Computer Systems Designer
As a Computer Systems Designer, you create the technical design for computer systems — defining architecture, specifying how components interact, documenting interfaces, and producing the artifacts that engineering teams build from.
What it's like to be a Computer Systems Designer
A typical day tends to involve design work — diagramming, specifying interfaces, evaluating tradeoffs — alongside design review sessions where your work gets scrutinized by peers and stakeholders. The work demands holding multiple constraints in mind at once — performance, cost, maintainability, security, and the organizational realities of who will operate the system.
Coordination tends to happen with developers, system architects, product managers, and business stakeholders. The hardest part is often defending design decisions — explaining why a less elegant solution is the right one given context, or pushing back when stakeholders want something the design can't cleanly support.

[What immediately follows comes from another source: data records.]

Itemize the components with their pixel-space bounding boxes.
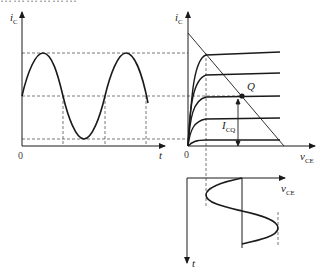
vertical-dashed-guides (63, 53, 278, 246)
right-plot-axes (188, 12, 315, 146)
icq-label-sub: CQ (226, 126, 236, 134)
right-x-axis-label: vCE (300, 151, 314, 165)
left-x-axis-label: t (159, 150, 162, 161)
bottom-x-axis-label: vCE (281, 183, 295, 197)
q-point (239, 93, 244, 98)
left-plot-axes (22, 12, 165, 146)
transistor-waveform-diagram (0, 0, 329, 276)
right-origin-label: 0 (184, 150, 189, 160)
load-line (188, 33, 284, 146)
left-y-label-sub: C (13, 18, 18, 26)
right-y-axis-label: iC (175, 12, 183, 26)
icq-dimension-arrow (236, 99, 240, 146)
q-point-label: Q (247, 81, 255, 92)
bottom-x-label-sub: CE (286, 189, 295, 197)
left-origin-label: 0 (18, 151, 23, 161)
bottom-t-axis-label: t (192, 258, 195, 269)
right-x-label-sub: CE (305, 157, 314, 165)
left-y-axis-label: iC (10, 12, 18, 26)
icq-label: ICQ (222, 120, 235, 134)
right-y-label-sub: C (178, 18, 183, 26)
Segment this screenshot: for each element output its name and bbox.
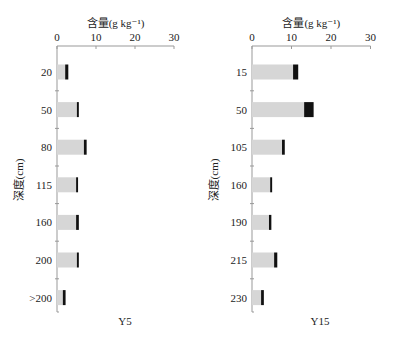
y-tick-label: 230 (231, 292, 248, 304)
x-tick-label: 20 (326, 31, 338, 43)
bar-segment-dark (304, 102, 313, 117)
y-tick-label: 50 (236, 104, 248, 116)
chart-panel-y15: 含量(g kg⁻¹)0102030深度(cm)15501051601902152… (196, 0, 394, 341)
y-tick-label: 115 (36, 179, 53, 191)
bar-segment-dark (77, 102, 79, 117)
bar-segment-light (252, 140, 282, 155)
bar-segment-light (252, 65, 293, 80)
panel-title: Y15 (311, 315, 330, 327)
bar-segment-dark (77, 253, 79, 268)
y-tick-label: 20 (41, 66, 53, 78)
chart-svg-y15: 含量(g kg⁻¹)0102030深度(cm)15501051601902152… (196, 0, 394, 341)
bar-segment-light (252, 290, 261, 305)
bar-segment-dark (76, 215, 79, 230)
bar-segment-light (57, 140, 84, 155)
bar-segment-dark (63, 290, 66, 305)
bar-segment-dark (261, 290, 264, 305)
x-tick-label: 30 (365, 31, 377, 43)
y-tick-label: 160 (231, 179, 248, 191)
x-tick-label: 0 (54, 31, 60, 43)
x-tick-label: 10 (286, 31, 298, 43)
y-tick-label: 15 (236, 66, 248, 78)
y-tick-label: 190 (231, 216, 248, 228)
bar-segment-light (57, 65, 65, 80)
bar-segment-light (57, 253, 77, 268)
bar-segment-dark (282, 140, 285, 155)
bar-segment-dark (76, 177, 78, 192)
y-tick-label: 200 (36, 254, 53, 266)
bar-segment-light (252, 177, 270, 192)
chart-svg-y5: 含量(g kg⁻¹)0102030深度(cm)205080115160200>2… (0, 0, 198, 341)
bar-segment-light (57, 290, 63, 305)
bar-segment-light (57, 102, 77, 117)
x-tick-label: 0 (249, 31, 255, 43)
bar-segment-dark (274, 253, 277, 268)
bar-segment-dark (293, 65, 298, 80)
chart-panel-y5: 含量(g kg⁻¹)0102030深度(cm)205080115160200>2… (0, 0, 198, 341)
x-tick-label: 30 (169, 31, 181, 43)
x-tick-label: 10 (91, 31, 103, 43)
panel-title: Y5 (118, 315, 132, 327)
x-axis-label: 含量(g kg⁻¹) (282, 16, 340, 30)
y-tick-label: 105 (231, 141, 248, 153)
y-tick-label: 80 (41, 141, 53, 153)
bar-segment-light (57, 215, 76, 230)
bar-segment-dark (65, 65, 68, 80)
bar-segment-dark (84, 140, 87, 155)
y-tick-label: 50 (41, 104, 53, 116)
bar-segment-light (57, 177, 76, 192)
bar-segment-light (252, 215, 269, 230)
x-tick-label: 20 (130, 31, 142, 43)
bar-segment-light (252, 253, 274, 268)
bar-segment-dark (270, 177, 272, 192)
y-tick-label: 160 (36, 216, 53, 228)
y-tick-label: >200 (29, 292, 52, 304)
bar-segment-dark (269, 215, 271, 230)
y-axis-label: 深度(cm) (12, 158, 26, 201)
y-axis-label: 深度(cm) (207, 158, 221, 201)
x-axis-label: 含量(g kg⁻¹) (87, 16, 145, 30)
bar-segment-light (252, 102, 304, 117)
y-tick-label: 215 (231, 254, 248, 266)
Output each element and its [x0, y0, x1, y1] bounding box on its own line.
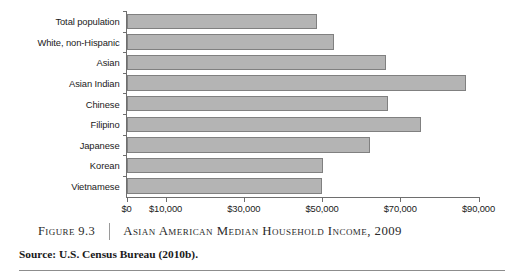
y-axis-tick [123, 52, 127, 53]
x-axis-tick [479, 197, 480, 202]
x-axis-tick-label: $30,000 [227, 203, 260, 214]
category-label: White, non-Hispanic [38, 36, 120, 47]
chart-row: Korean [127, 155, 479, 176]
caption-block: Figure 9.3 Asian American Median Househo… [0, 218, 517, 278]
chart-row: Chinese [127, 93, 479, 114]
y-axis-tick [123, 73, 127, 74]
figure-title: Asian American Median Household Income, … [123, 224, 402, 239]
bar [127, 55, 387, 70]
bar [127, 158, 323, 173]
chart-row: Japanese [127, 135, 479, 156]
y-axis-tick [123, 155, 127, 156]
x-axis-tick [166, 197, 167, 202]
bar [127, 96, 388, 111]
bar [127, 178, 323, 193]
x-axis-tick [322, 197, 323, 202]
x-axis-tick-label: $50,000 [305, 203, 338, 214]
category-label: Korean [90, 160, 120, 171]
bar-chart: Total populationWhite, non-HispanicAsian… [0, 0, 517, 215]
y-axis-tick [123, 114, 127, 115]
plot-area: Total populationWhite, non-HispanicAsian… [127, 11, 479, 197]
y-axis-tick [123, 93, 127, 94]
figure-number: Figure 9.3 [38, 224, 95, 239]
source-note: Source: U.S. Census Bureau (2010b). [19, 248, 198, 260]
category-label: Asian Indian [69, 78, 119, 89]
category-label: Total population [55, 16, 119, 27]
category-label: Japanese [80, 139, 120, 150]
figure-container: Total populationWhite, non-HispanicAsian… [0, 0, 517, 278]
x-axis-tick-label: $0 [121, 203, 131, 214]
caption-heading: Figure 9.3 Asian American Median Househo… [38, 221, 402, 242]
bar [127, 34, 334, 49]
y-axis-tick [123, 11, 127, 12]
y-axis-tick [123, 32, 127, 33]
x-axis-tick-label: $90,000 [462, 203, 495, 214]
caption-divider [109, 223, 110, 240]
chart-row: Vietnamese [127, 176, 479, 197]
x-axis-line [126, 197, 479, 198]
chart-row: Total population [127, 11, 479, 32]
y-axis-tick [123, 135, 127, 136]
y-axis-tick [123, 176, 127, 177]
category-label: Chinese [86, 98, 120, 109]
bar [127, 75, 466, 90]
category-label: Vietnamese [71, 181, 119, 192]
x-axis-tick-label: $10,000 [149, 203, 182, 214]
bar [127, 117, 422, 132]
category-label: Filipino [91, 119, 120, 130]
chart-row: White, non-Hispanic [127, 32, 479, 53]
bar [127, 14, 317, 29]
chart-row: Asian [127, 52, 479, 73]
bottom-rule [19, 270, 505, 271]
x-axis-tick [127, 197, 128, 202]
x-axis-tick-label: $70,000 [384, 203, 417, 214]
chart-row: Asian Indian [127, 73, 479, 94]
category-label: Asian [97, 57, 120, 68]
x-axis-tick [400, 197, 401, 202]
bar [127, 137, 370, 152]
x-axis-tick [244, 197, 245, 202]
chart-row: Filipino [127, 114, 479, 135]
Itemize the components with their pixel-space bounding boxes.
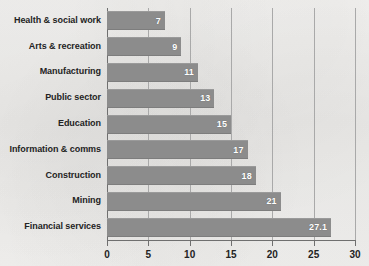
category-label: Health & social work	[14, 15, 101, 25]
bar-value-label: 7	[156, 16, 161, 26]
category-label: Information & comms	[9, 144, 101, 154]
x-tick-label-25: 25	[294, 249, 334, 260]
gridline-25	[314, 8, 315, 240]
horizontal-bar-chart: 0510152025307Health & social work9Arts &…	[0, 0, 369, 266]
x-tick-label-15: 15	[211, 249, 251, 260]
bar-value-label: 15	[217, 119, 227, 129]
x-tick-label-30: 30	[335, 249, 369, 260]
bar-value-label: 9	[172, 42, 177, 52]
bar-value-label: 17	[233, 145, 243, 155]
category-label: Construction	[46, 170, 101, 180]
x-tick-label-20: 20	[252, 249, 292, 260]
x-tick-0	[107, 241, 108, 246]
bar-value-label: 27.1	[309, 222, 327, 232]
category-label: Manufacturing	[40, 66, 101, 76]
x-tick-label-10: 10	[170, 249, 210, 260]
x-tick-20	[272, 241, 273, 246]
category-label: Education	[58, 118, 101, 128]
category-label: Public sector	[45, 92, 101, 102]
x-tick-label-0: 0	[87, 249, 127, 260]
bar-value-label: 11	[184, 67, 194, 77]
bar: 21	[107, 192, 281, 211]
bar: 11	[107, 63, 198, 82]
x-tick-30	[355, 241, 356, 246]
x-tick-25	[314, 241, 315, 246]
bar-value-label: 18	[242, 171, 252, 181]
category-label: Financial services	[24, 221, 101, 231]
bar: 9	[107, 37, 181, 56]
x-tick-label-5: 5	[128, 249, 168, 260]
bar: 15	[107, 115, 231, 134]
bar: 27.1	[107, 218, 331, 237]
bar-value-label: 21	[266, 196, 276, 206]
bar: 17	[107, 140, 248, 159]
x-tick-5	[148, 241, 149, 246]
bar: 13	[107, 89, 214, 108]
gridline-30	[355, 8, 356, 240]
bar: 18	[107, 166, 256, 185]
bar-value-label: 13	[200, 93, 210, 103]
x-tick-15	[231, 241, 232, 246]
x-tick-10	[190, 241, 191, 246]
category-label: Arts & recreation	[29, 41, 101, 51]
bar: 7	[107, 11, 165, 30]
category-label: Mining	[72, 195, 101, 205]
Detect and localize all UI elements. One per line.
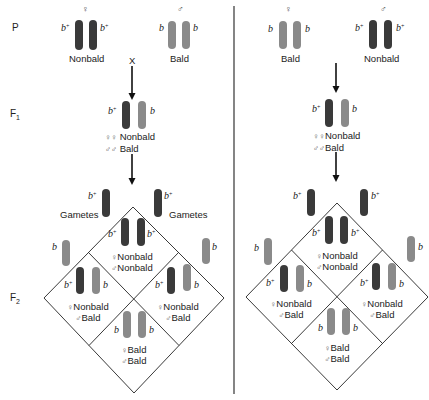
chromosome-dominant: [325, 99, 333, 127]
allele-label: b+: [312, 104, 320, 114]
allele-label: b+: [108, 229, 116, 239]
chromosome-recessive: [327, 308, 335, 335]
chromosome-recessive: [183, 264, 191, 291]
allele-label: b: [194, 280, 199, 290]
allele-label: b+: [100, 23, 108, 33]
allele-label: b: [254, 243, 259, 253]
allele-label: b: [150, 106, 155, 116]
allele-label: b: [305, 24, 310, 34]
allele-label: b: [353, 323, 358, 333]
generation-label-f2: F2: [10, 292, 20, 305]
allele-label: b+: [155, 280, 163, 290]
allele-label: b: [212, 242, 217, 252]
f2-cell-right-male: ♂Bald: [148, 312, 208, 324]
chromosome-dominant: [372, 263, 380, 290]
f2-cell-right-male: ♂Bald: [352, 309, 412, 321]
allele-label: b+: [360, 278, 368, 288]
allele-label: b+: [108, 106, 116, 116]
allele-label: b+: [351, 228, 359, 238]
allele-label: b+: [61, 23, 69, 33]
chromosome-dominant: [121, 218, 129, 246]
allele-label: b+: [147, 229, 155, 239]
f2-cell-bottom-male: ♂Bald: [104, 355, 164, 367]
f1-female-phenotype: ♀♀ Nonbald: [105, 131, 155, 143]
chromosome-dominant: [369, 20, 377, 49]
chromosome-recessive: [138, 311, 146, 338]
allele-label: b: [159, 23, 164, 33]
allele-label: b: [268, 24, 273, 34]
phenotype-label: Nonbald: [364, 53, 399, 64]
allele-label: b+: [312, 228, 320, 238]
allele-label: b+: [64, 280, 72, 290]
chromosome-recessive: [341, 99, 349, 127]
generation-label-p: P: [12, 22, 19, 33]
chromosome-recessive: [293, 21, 301, 49]
gamete-chromosome-recessive: [407, 236, 415, 262]
gamete-chromosome-recessive: [264, 238, 272, 265]
allele-label: b+: [88, 191, 96, 201]
female-symbol-icon: ♀: [285, 4, 292, 14]
phenotype-label: Nonbald: [69, 53, 104, 64]
allele-label: b+: [396, 23, 404, 33]
allele-label: b: [52, 242, 57, 252]
f1-female-phenotype: ♀♀Nonbald: [313, 130, 360, 142]
f2-cell-bottom-male: ♂Bald: [307, 353, 367, 365]
gamete-chromosome-dominant: [307, 189, 315, 216]
gamete-chromosome-dominant: [360, 189, 368, 216]
allele-label: b+: [293, 191, 301, 201]
chromosome-recessive: [296, 265, 304, 292]
chromosome-recessive: [388, 263, 396, 290]
male-symbol-icon: ♂: [177, 4, 184, 14]
allele-label: b: [318, 323, 323, 333]
chromosome-recessive: [182, 21, 190, 49]
chromosome-dominant: [76, 267, 84, 294]
chromosome-dominant: [340, 216, 348, 244]
f2-cell-left-male: ♂Bald: [58, 312, 118, 324]
generation-label-f1: F1: [10, 108, 20, 121]
f1-male-phenotype: ♂♂ Bald: [105, 143, 139, 155]
allele-label: b+: [266, 278, 274, 288]
chromosome-recessive: [138, 101, 146, 129]
chromosome-dominant: [137, 218, 145, 246]
f1-male-phenotype: ♂♂Bald: [313, 142, 344, 154]
f2-cell-top-male: ♂Nonbald: [102, 262, 162, 274]
chromosome-recessive: [279, 21, 287, 49]
f2-cell-left-male: ♂Bald: [261, 309, 321, 321]
phenotype-label: Bald: [281, 53, 300, 64]
chromosome-recessive: [168, 21, 176, 49]
allele-label: b: [193, 23, 198, 33]
chromosome-dominant: [280, 265, 288, 292]
chromosome-recessive: [123, 311, 131, 338]
cross-symbol: X: [129, 55, 135, 66]
allele-label: b+: [355, 23, 363, 33]
gametes-label: Gametes: [169, 209, 208, 220]
chromosome-dominant: [325, 216, 333, 244]
chromosome-dominant: [89, 20, 97, 50]
gamete-chromosome-dominant: [154, 189, 162, 217]
allele-label: b: [399, 279, 404, 289]
allele-label: b: [418, 242, 423, 252]
female-symbol-icon: ♀: [82, 4, 89, 14]
gametes-label: Gametes: [60, 209, 99, 220]
chromosome-recessive: [92, 267, 100, 294]
chromosome-dominant: [384, 20, 392, 49]
male-symbol-icon: ♂: [380, 4, 387, 14]
allele-label: b: [103, 280, 108, 290]
allele-label: b+: [371, 191, 379, 201]
allele-label: b: [149, 325, 154, 335]
gamete-chromosome-recessive: [62, 240, 70, 266]
chromosome-dominant: [122, 101, 130, 129]
gamete-chromosome-dominant: [102, 189, 110, 217]
allele-label: b+: [164, 191, 172, 201]
chromosome-recessive: [342, 308, 350, 335]
allele-label: b: [352, 104, 357, 114]
allele-label: b: [114, 325, 119, 335]
chromosome-dominant: [167, 267, 175, 294]
phenotype-label: Bald: [170, 53, 189, 64]
allele-label: b: [307, 279, 312, 289]
f2-cell-top-male: ♂Nonbald: [307, 261, 367, 273]
gamete-chromosome-recessive: [202, 238, 210, 264]
chromosome-dominant: [75, 20, 83, 50]
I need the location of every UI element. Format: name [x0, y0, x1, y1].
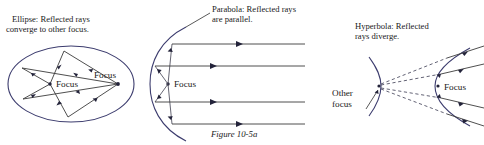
- parabola-title-line2: are parallel.: [212, 14, 253, 24]
- parabola-panel: Parabola: Reflected rays are parallel. F…: [150, 4, 305, 141]
- parabola-parallel-arrow-4: [236, 121, 243, 127]
- ellipse-focus-left-dot: [48, 82, 51, 85]
- figure-caption: Figure 10-5a: [210, 129, 258, 139]
- hyperbola-other-focus-label-line2: focus: [332, 99, 352, 109]
- ellipse-arrow-1b: [88, 69, 93, 73]
- parabola-focus-arrow-1: [168, 48, 173, 52]
- hyperbola-dashed-ray-2: [381, 74, 441, 85]
- hyperbola-incoming-ray-3: [441, 98, 484, 108]
- ellipse-panel: Ellipse: Reflected rays converge to othe…: [6, 14, 134, 122]
- hyperbola-other-focus-label-line1: Other: [332, 88, 353, 98]
- parabola-parallel-arrow-2: [210, 63, 217, 69]
- hyperbola-incoming-ray-4: [447, 114, 484, 126]
- hyperbola-other-focus-arrow: [375, 90, 379, 94]
- parabola-parallel-arrow-3: [210, 99, 217, 105]
- hyperbola-incoming-ray-2: [441, 64, 484, 74]
- parabola-focus-label: Focus: [174, 79, 196, 89]
- hyperbola-panel: Hyperbola: Reflected rays diverge. Other…: [332, 21, 484, 126]
- hyperbola-incoming-ray-1: [447, 46, 484, 58]
- figure-10-5a: Ellipse: Reflected rays converge to othe…: [0, 0, 484, 145]
- parabola-focus-ray-2: [155, 66, 168, 84]
- parabola-parallel-arrow-1: [236, 41, 243, 47]
- parabola-title-leader: [186, 13, 210, 27]
- hyperbola-dashed-ray-1: [381, 58, 447, 84]
- ellipse-focus-right-dot: [116, 82, 120, 86]
- ellipse-focus-right-label: Focus: [94, 70, 116, 80]
- ellipse-focus-left-label: Focus: [56, 79, 78, 89]
- hyperbola-dashed-ray-4: [381, 89, 447, 114]
- hyperbola-focus-label: Focus: [444, 82, 466, 92]
- parabola-focus-rays: [155, 44, 173, 124]
- hyperbola-focus-dot: [436, 84, 439, 87]
- hyperbola-other-focus-dot: [377, 84, 380, 87]
- conic-sections-reflection-diagram: Ellipse: Reflected rays converge to othe…: [0, 0, 484, 145]
- ellipse-title-line2: converge to other focus.: [6, 24, 89, 34]
- parabola-focus-arrow-4: [168, 116, 173, 120]
- hyperbola-title-line1: Hyperbola: Reflected: [355, 21, 429, 31]
- parabola-title-line1: Parabola: Reflected rays: [212, 4, 297, 14]
- hyperbola-dashed-ray-3: [381, 88, 441, 98]
- parabola-focus-arrow-3: [157, 95, 162, 99]
- parabola-focus-ray-3: [155, 84, 168, 102]
- hyperbola-title-line2: rays diverge.: [355, 31, 399, 41]
- ellipse-title-line1: Ellipse: Reflected rays: [12, 14, 90, 24]
- parabola-focus-arrow-2: [157, 69, 162, 74]
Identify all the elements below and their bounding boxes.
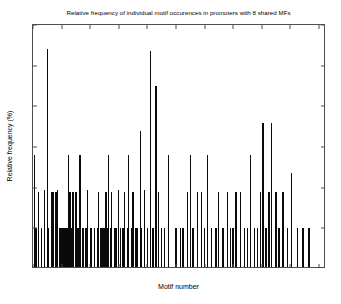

People who tend to thrive here are systems thinkers, articulate about tradeoffs, and able to hold both abstract structure and concrete detail. If you want pure coding or quick build-and-ship work, the design pace can feel removed from making things real. If you find satisfaction in shaping the structure that determines what teams can build well, the role can be deeply intellectually engaging.
Where this role sits in the broader career landscape — and where it can take you.
Roles like this one sit within a broader occupational category. The numbers below reflect that full landscape — helpful for context, but your specific experience will depend on level, specialty, and where you work.